The problem is 1) what subnet block gets delegated to the inner router, and inner router's LAN, changes when redelegating happens (if the route inward is lost and I start over trying to fix it), and 2) if I set them up as static in the pfSenses, AFAICT the Comcast router doesn't know where to route the innermost subnet...and its GUI only allows IPv4 static routes, and 3) if delegated automatically sometimes the building pfSense still doesn't create a static route.
So ideally I could set it up automatically and only have our one "inner" router get IPv6, and my hope would be routing is auto-configured, but I don't seem to be able to do that without other "inner" routers getting IPv6.
And if I didn't say above, the reason we need to do that is to allow access only to paying tenants, and to set bandwidth limits accordingly.
One possibility (?) is that the building router reacquires IPv6 when the Comcast router boots, but the inner/office router doesn't request delegation because it was already configured and doesn't know it needs to?
I spent quite a bit of time yesterday trying to figure out how to find the DUID that will be used on pfSense. "od -h /var/db/dhcp6c_duid" will show it, with the bytes reversed ("8550" = "50:85").

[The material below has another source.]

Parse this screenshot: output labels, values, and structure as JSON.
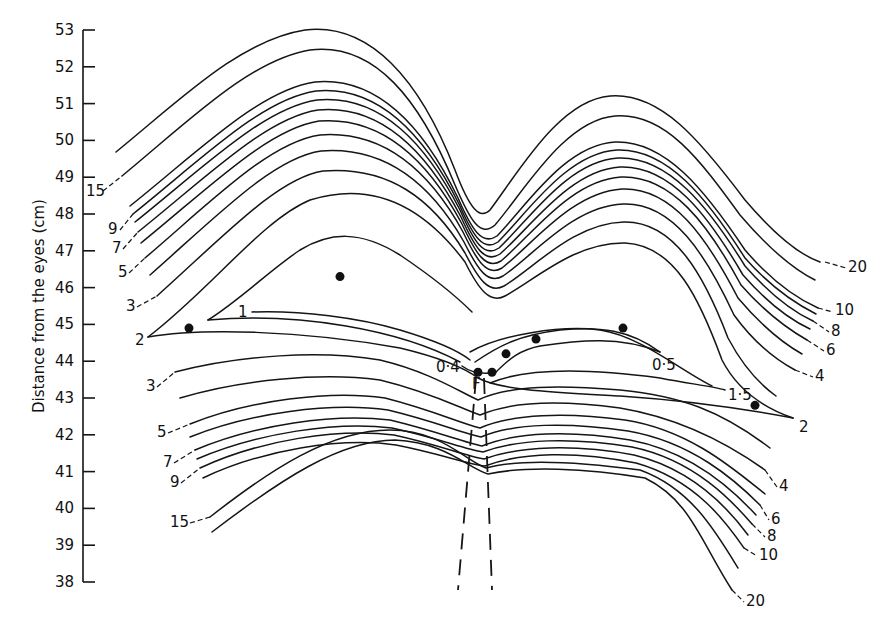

System > Advanced > Networking has a "DHCP6 DUID" dropdown but on this router if I choose Raw and enter in a DUID, and save the page, it changes my choice to DUID-LLT. I can use DUID-LL and enter a MAC but the output of "od" above includes extra output when I do that, which was confusing. (eventually had to enable DHCP6 debug mode on that page, and restart, to see it in the logs)
And then after all that I still found another router had acquired an IPv6 IP+delegation so had to turn that off again.
All I need is for the static route on the building pfSense to not disappear and I think it should work.